After 15 years of this, I took a position with an automaker in programming (software). I had a lot to learn in a short time, but I managed to stay there for 30 years. During that time, I decided to take the PE exam. But guess what? I wasn’t eligible. I had not done an internship and there were no PEs available to vouch for me. If the company had any PEs, they were awfully quiet about the fact.

I watched the “engineering” department fill with people from India, Pakistan, Japan, China, Mexico, Brazil, Argentina, and a half dozen other places. Not one was a PE.

So at the ripe age of seventy, I now wonder: Am I an engineer? Was I ever one? I like to think so.

But lets not discourage up and coming engineers. Make the field a true profession, not just some new way to peel a bunch of bucks out of them so that they can add a new set of letters after their name.

Art Bea

Its amazing to me that elitism is so rampant throughout our society. It is what drives most politicians and it seems that engineering is also stricken with this disease. Why is it so important to restrict choice in our society? The only criteria that is important to me is performance, not a title, a title that only means power for a small group of self-serving people. Let’s get the laws controlling our behavior thrown out. Punishment should only be for those that directly inflict damage on others, not those who are deemed to have broken some arbitrary rules of conduct. Enough already!!!

I. DeBlasi

I never got a PE since I didn’t see the need. Most of PEs I have known were at least fairly competent, with one glaring exception. That exception proves the rule, I suppose, that no matter how much “certification” a person has, it is no guarantee of the quality of their work. Thus, it seems the real issue is fees, both testing and annual membership, that various PE organizations stand to gain if they make this a law.

Tim Anderson

Trains and greenhouse gases
In your editorial on rail transport (“Taken for a Ride: Pros and Cons of High-Speed Rail”, June 4) you say rail cars create more greenhouse gas than autos. But I recall a radio ad claiming that rail cars move a ton of freight using little fuel. How do you reconcile those two statements?

Arne R. Jorgensen

Greenhouse gas emissions of electric rail in the U.S. stem from the fact that the electricity trains use primarily comes from coal-fired generators. This will be the case for years to come even with the most optimistic assumptions for renewable and other sources of electric power.

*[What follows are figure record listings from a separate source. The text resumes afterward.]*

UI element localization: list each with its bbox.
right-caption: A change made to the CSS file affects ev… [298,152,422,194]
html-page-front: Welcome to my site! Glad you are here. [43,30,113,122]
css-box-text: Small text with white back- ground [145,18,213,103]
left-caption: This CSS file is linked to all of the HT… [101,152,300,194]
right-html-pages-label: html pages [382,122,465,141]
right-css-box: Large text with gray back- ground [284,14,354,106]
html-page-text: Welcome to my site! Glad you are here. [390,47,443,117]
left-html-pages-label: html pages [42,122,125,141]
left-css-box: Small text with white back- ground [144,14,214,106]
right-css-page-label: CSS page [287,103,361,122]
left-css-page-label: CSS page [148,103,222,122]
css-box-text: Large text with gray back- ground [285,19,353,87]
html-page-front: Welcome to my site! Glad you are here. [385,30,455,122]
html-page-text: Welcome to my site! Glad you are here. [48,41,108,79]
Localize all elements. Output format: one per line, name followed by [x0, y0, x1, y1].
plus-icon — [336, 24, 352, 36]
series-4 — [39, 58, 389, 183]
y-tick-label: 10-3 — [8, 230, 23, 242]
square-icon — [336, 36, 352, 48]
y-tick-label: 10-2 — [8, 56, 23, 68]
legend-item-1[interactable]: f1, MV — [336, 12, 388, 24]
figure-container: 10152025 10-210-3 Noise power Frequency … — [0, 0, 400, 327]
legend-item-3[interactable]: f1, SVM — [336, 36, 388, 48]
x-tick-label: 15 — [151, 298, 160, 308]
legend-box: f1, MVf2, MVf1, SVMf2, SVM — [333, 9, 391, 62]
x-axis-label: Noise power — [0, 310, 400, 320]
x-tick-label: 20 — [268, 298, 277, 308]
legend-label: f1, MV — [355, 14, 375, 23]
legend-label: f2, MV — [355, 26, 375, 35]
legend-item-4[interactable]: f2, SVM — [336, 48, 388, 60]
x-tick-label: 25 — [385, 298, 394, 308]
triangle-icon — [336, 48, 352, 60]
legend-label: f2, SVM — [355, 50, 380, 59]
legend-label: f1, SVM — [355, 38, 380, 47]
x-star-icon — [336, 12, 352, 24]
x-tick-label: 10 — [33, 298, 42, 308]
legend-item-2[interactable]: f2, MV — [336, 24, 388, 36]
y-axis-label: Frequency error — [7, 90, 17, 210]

Emissions for rail transport also vary depending on the country you examine. Scandinavia, for example, makes heavier use of hydroelectric power, not an option for much of the U.S. Also, for passenger rail, the figure you are interested in is emissions per passenger mile — the amount of emissions generated to move passenger traffic one mile, using real numbers for passengers carried. This figure tends to be high outside of densely populated areas such as NYC or Atlanta simply because outside of such areas, rail passenger traffic tends to be sparse. — Leland Teschler

The long view: Sunny
I believe we will be getting the vast majority of our energy from space-based solar power within the next 100 years. This technology can provide base-load power anywhere on the Earth, is completely scalable, and an infinite source of clean energy. Space-based solar power will be a big and expensive engineering project. We better get started soon.